A commuter wearing a face mask in a train station

Post-COVID commute is employees’ biggest worry

Employees worried about returning to the office post-lockdown are most concerned about work-life balance and the daily commute, rather than their health, according to research from absence intelligence company e-days.

Whereas only a quarter of employees are most worried about potential health implications, results of a snapshot poll of 100 workers show that seven out of ten people are more concerned with the impact to their work–life balance (37%) or the office commute (34%). The research follows the change in government advice on 1 August 2020 meaning employers can make their own decisions about staff returning safely to work.

Respondents were asked to choose between ‘health implications’, ‘commute’, ‘work–life balance’, and ‘routine’ as the area they are most worried about in returning to their place of work. The results come as analysis from US bank Morgan Stanley showed only one-third of UK white-collar employees have gone back to work, lagging far behind their European counterparts, where twice as many have done so. A previous e-days survey showed that one in three UK workers are ‘reluctant to return’ to office spaces at all now that lockdown measures have been eased, and that 63% felt they were more productive working from home anyway. 

Steve Arnold, CEO of e-days, commented:

“As more staff return to work, companies need to ensure the time employees do spend in the office is as stress-free as possible. This means being aware of what your staff members’ concerns actually are and how you can help address them. Building in more flexibility to where people do their best work, or making sure that those who like to start earlier or finish later are allowed to do so will also help. And with COVID-19 already restricting how employees spend their free time, managing annual leave to ensure a healthy work–life balance has never been more important.”

Commuting safely: the employer’s role 

The CBI and KPMG have put together an in-depth report on commuting beyond the Coronavirus, which considers the role businesses must play in ensuring a safe commute for workers. 

It argues that, as long as social distancing is necessary on public transport, employers must continue to play their own part in ensuring that services are not overwhelmed. Using what they have learnt from the crisis about how their employees have adapted to manage their work during lockdown, they can make better decisions about shift times, expectations for in-person attendance, and plans for staff deployment. 

“Many firms have had to approach this from a standing start, previously having had little cause to consider questions about how and when their staff travel to and from the work,” the report says. “Now there is a greater need for managers to understand their teams’ footprint on public transport networks, as well as how they can play their own part in supporting demand management on overcrowded routes. This need is likely to grow as more sectors of the economy reopen and a larger proportion of children return to school. As they begin to ask their employees to return to offices and other workplaces, especially in busy urban centres, business owners will need to take into consideration people’s safety concerns. Employers may not be legally liable for their employees’ safety on their journey to work, however, staff will expect them to act responsibly and be flexible.”

The report suggests businesses should undertake regular reviews into their workforce travel patterns, eventually making it common practice, and communicate these findings with local decision makers.

To encourage safe increased use of public transport, employers should reach out to operators and local authorities, explaining how staff and customer demand for these services is likely to change over the coming months.

The pandemic response has imposed new ways of working for the majority of businesses and some of these will be short-term adaptations to enable companies to ‘keep going’ amidst restricted operating conditions. However, coronavirus has also been a catalyst for businesses to look for longer-term efficiencies that will stick beyond the current crisis and into a period when the virus is no longer a factor in most people’s daily lives. 

What is clear, the report says, is that even if it were possible, businesses have little desire to revert to all the norms of the pre-crisis economy. Instead they are energised by the opportunity to ‘build back better’ to improve our economy and society to be fairer, more inclusive and more sustainable. For commuting, this means recognising longer-term trends impacting journeys to work and using this as an opportunity to design transport systems that help the UK transition to a better connected, decarbonised and rebalanced future state.

The full report can be accessed here.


YOUR GOAL >> Copy everything in the records exactly; the pictures stay out.

RECORDS FOR THE EXERCISE >>
┄┄┄┄┄┄
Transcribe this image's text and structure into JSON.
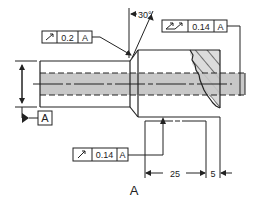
{
  "drawing": {
    "title_label": "A",
    "colors": {
      "line": "#222222",
      "shade": "#c8c8c8",
      "hatch_fill": "#dcdcdc",
      "background": "#ffffff"
    },
    "datum": {
      "label": "A"
    },
    "chamfer_angle": {
      "text": "30°"
    },
    "fcf_top_left": {
      "symbol": "circular-runout",
      "tolerance": "0.2",
      "datum": "A"
    },
    "fcf_top_right": {
      "symbol": "total-runout",
      "tolerance": "0.14",
      "datum": "A"
    },
    "fcf_bottom": {
      "symbol": "circular-runout",
      "tolerance": "0.14",
      "datum": "A"
    },
    "dimensions": {
      "length_1": "25",
      "length_2": "5"
    }
  }
}
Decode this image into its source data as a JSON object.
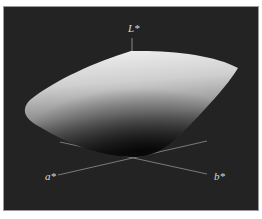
{
  "figure": {
    "axes": {
      "vertical": "L*",
      "left": "a*",
      "right": "b*"
    },
    "colors": {
      "background": "#232323",
      "frame": "#ffffff",
      "surface_light": "#f2f2f2",
      "surface_dark": "#1a1a1a",
      "axis_line": "#8a8a8a",
      "label": "#d8d8d8"
    }
  }
}
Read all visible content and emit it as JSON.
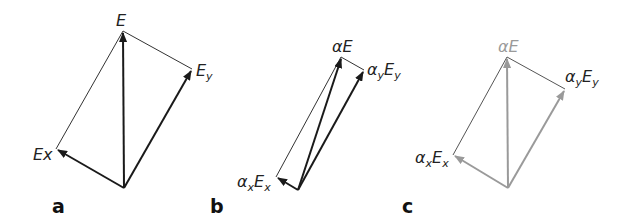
┄┄┄┄┄┄
SOLUTION TO THIS PROBLEM >>
Transcribe this image's text and structure into JSON.
{
  "drawing": {
    "title_label": "A",
    "colors": {
      "line": "#222222",
      "shade": "#c8c8c8",
      "hatch_fill": "#dcdcdc",
      "background": "#ffffff"
    },
    "datum": {
      "label": "A"
    },
    "chamfer_angle": {
      "text": "30°"
    },
    "fcf_top_left": {
      "symbol": "circular-runout",
      "tolerance": "0.2",
      "datum": "A"
    },
    "fcf_top_right": {
      "symbol": "total-runout",
      "tolerance": "0.14",
      "datum": "A"
    },
    "fcf_bottom": {
      "symbol": "circular-runout",
      "tolerance": "0.14",
      "datum": "A"
    },
    "dimensions": {
      "length_1": "25",
      "length_2": "5"
    }
  }
}
Decode this image into its source data as a JSON object.
{
  "figure": {
    "axes": {
      "vertical": "L*",
      "left": "a*",
      "right": "b*"
    },
    "colors": {
      "background": "#232323",
      "frame": "#ffffff",
      "surface_light": "#f2f2f2",
      "surface_dark": "#1a1a1a",
      "axis_line": "#8a8a8a",
      "label": "#d8d8d8"
    }
  }
}
Read all visible content and emit it as JSON.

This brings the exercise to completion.